One Man’s Miracles

“A little more detail might help.”

Question…well, more of a spiel from Jeff:
I stumbled onto your website about a week ago and saved your website on my computer. This week I was clearing out my “favorites” in the computer and came across it again. I just listened to your info on you tube and agree with where you are at this point in your life. I was somewhat close to where you are on a spiritual level 43 years ago. I wasn’t sure there was a God. My mom was a spiritual nut in the big pix but I had no reason to believe.

Somehow I got linked up with a guy who happened to become my best friend who was a pastor’s son. I could see strange happenings around him and i wondered what was causing them. Later on he invited me to a chuch camp where everyone was talking about Jesus. I was arogant and doubtful that he even existed. I said these words out loud: “If Jesus is so real, why doesn’t he show himself?

Over the next 40 years I tracked unusual events in my life and they all tied together with this very incident. I’m currently writing a book about it as i believe people should be aware of what i was seeing.
I work in electronics and I analyze things for a living. If my analysis takes me off course, then i waste valuable time and money. So i’ve learned to sharpen my skills. I ended up at a church camp 39 years after this event and saw something I couldn’t quite believe so i asked 6 other people what they saw. The answer tells the story that Jesus is real. The book is “the Cross in the Road” and i’m writing it for the people who can not see God in their life. It explains how i come to realize he was real. I’ve seen the impossible happen right before my eyes many times and even questioned my own sanity. But the other 6 people confirmed that it wasn’t my sanity in question but my belief system.

Answer:
A little more detail might help.

I realise that you want people to read your book when it’s finished, assuming it becomes available to our visitors the world over. For the moment though, you’re claiming to have seen miracles without even describing them, let alone supporting your claims with evidence. This will probably not convince anybody, or even pique much interest.

What you have done is talk up your own analytical powers, essentially daring people to say you’re wrong about what you saw. This doesn’t count for much, as every religion has sharp people among its devout and they can’t all be right about their conversion experiences.

That’s the general problem with using perceived personal experience of the divine when proselytising: there’s no real credibility to be gained, and plenty to be lost. You’re essentially trading on your existing credibility, which relative to the strangers you’re now trying to reach is zero.

I’m not saying you won’t convince anybody, because at worst some people will believe anything. I’m just saying that the persuasive power of your experiences at church camp will not easily translate into a written account intended for the general public in their living rooms.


### TASK PROMPT
Each record must be printed again exactly as given.

(RECORDS PROVIDED begins)

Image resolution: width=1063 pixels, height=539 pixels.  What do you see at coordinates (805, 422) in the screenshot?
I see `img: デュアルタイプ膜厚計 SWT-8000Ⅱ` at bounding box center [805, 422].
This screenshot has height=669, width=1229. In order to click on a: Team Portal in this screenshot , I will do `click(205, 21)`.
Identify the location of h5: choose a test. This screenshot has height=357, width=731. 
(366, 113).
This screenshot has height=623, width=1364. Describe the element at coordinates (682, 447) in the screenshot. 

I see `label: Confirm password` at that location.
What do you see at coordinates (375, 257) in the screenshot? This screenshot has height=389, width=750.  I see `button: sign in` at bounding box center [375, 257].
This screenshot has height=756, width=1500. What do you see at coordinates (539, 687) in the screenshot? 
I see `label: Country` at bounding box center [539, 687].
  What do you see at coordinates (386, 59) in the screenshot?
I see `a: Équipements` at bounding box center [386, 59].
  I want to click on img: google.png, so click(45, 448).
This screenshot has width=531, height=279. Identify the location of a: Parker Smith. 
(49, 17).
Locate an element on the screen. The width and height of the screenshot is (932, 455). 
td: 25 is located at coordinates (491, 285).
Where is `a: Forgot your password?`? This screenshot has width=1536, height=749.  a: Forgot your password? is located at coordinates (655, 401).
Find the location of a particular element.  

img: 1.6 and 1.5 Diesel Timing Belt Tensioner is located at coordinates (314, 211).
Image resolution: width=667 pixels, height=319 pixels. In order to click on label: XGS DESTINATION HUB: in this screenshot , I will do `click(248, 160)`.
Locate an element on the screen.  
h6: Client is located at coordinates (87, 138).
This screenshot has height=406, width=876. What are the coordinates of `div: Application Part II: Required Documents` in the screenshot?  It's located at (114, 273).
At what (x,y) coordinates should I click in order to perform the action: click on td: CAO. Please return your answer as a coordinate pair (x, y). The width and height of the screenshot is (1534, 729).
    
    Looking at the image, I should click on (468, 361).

(RECORDS PROVIDED ends)

### ANSWER BOX
Image resolution: width=1063 pixels, height=539 pixels.  What do you see at coordinates (805, 422) in the screenshot?
I see `img: デュアルタイプ膜厚計 SWT-8000Ⅱ` at bounding box center [805, 422].
This screenshot has height=669, width=1229. In order to click on a: Team Portal in this screenshot , I will do `click(205, 21)`.
Identify the location of h5: choose a test. This screenshot has height=357, width=731. 
(366, 113).
This screenshot has height=623, width=1364. Describe the element at coordinates (682, 447) in the screenshot. 

I see `label: Confirm password` at that location.
What do you see at coordinates (375, 257) in the screenshot? This screenshot has height=389, width=750.  I see `button: sign in` at bounding box center [375, 257].
This screenshot has height=756, width=1500. What do you see at coordinates (539, 687) in the screenshot? 
I see `label: Country` at bounding box center [539, 687].
  What do you see at coordinates (386, 59) in the screenshot?
I see `a: Équipements` at bounding box center [386, 59].
  I want to click on img: google.png, so click(45, 448).
This screenshot has width=531, height=279. Identify the location of a: Parker Smith. 
(49, 17).
Locate an element on the screen. The width and height of the screenshot is (932, 455). 
td: 25 is located at coordinates (491, 285).
Where is `a: Forgot your password?`? This screenshot has width=1536, height=749.  a: Forgot your password? is located at coordinates (655, 401).
Find the location of a particular element.  

img: 1.6 and 1.5 Diesel Timing Belt Tensioner is located at coordinates (314, 211).
Image resolution: width=667 pixels, height=319 pixels. In order to click on label: XGS DESTINATION HUB: in this screenshot , I will do `click(248, 160)`.
Locate an element on the screen.  
h6: Client is located at coordinates (87, 138).
This screenshot has height=406, width=876. What are the coordinates of `div: Application Part II: Required Documents` in the screenshot?  It's located at (114, 273).
At what (x,y) coordinates should I click in order to perform the action: click on td: CAO. Please return your answer as a coordinate pair (x, y). The width and height of the screenshot is (1534, 729).
    
    Looking at the image, I should click on (468, 361).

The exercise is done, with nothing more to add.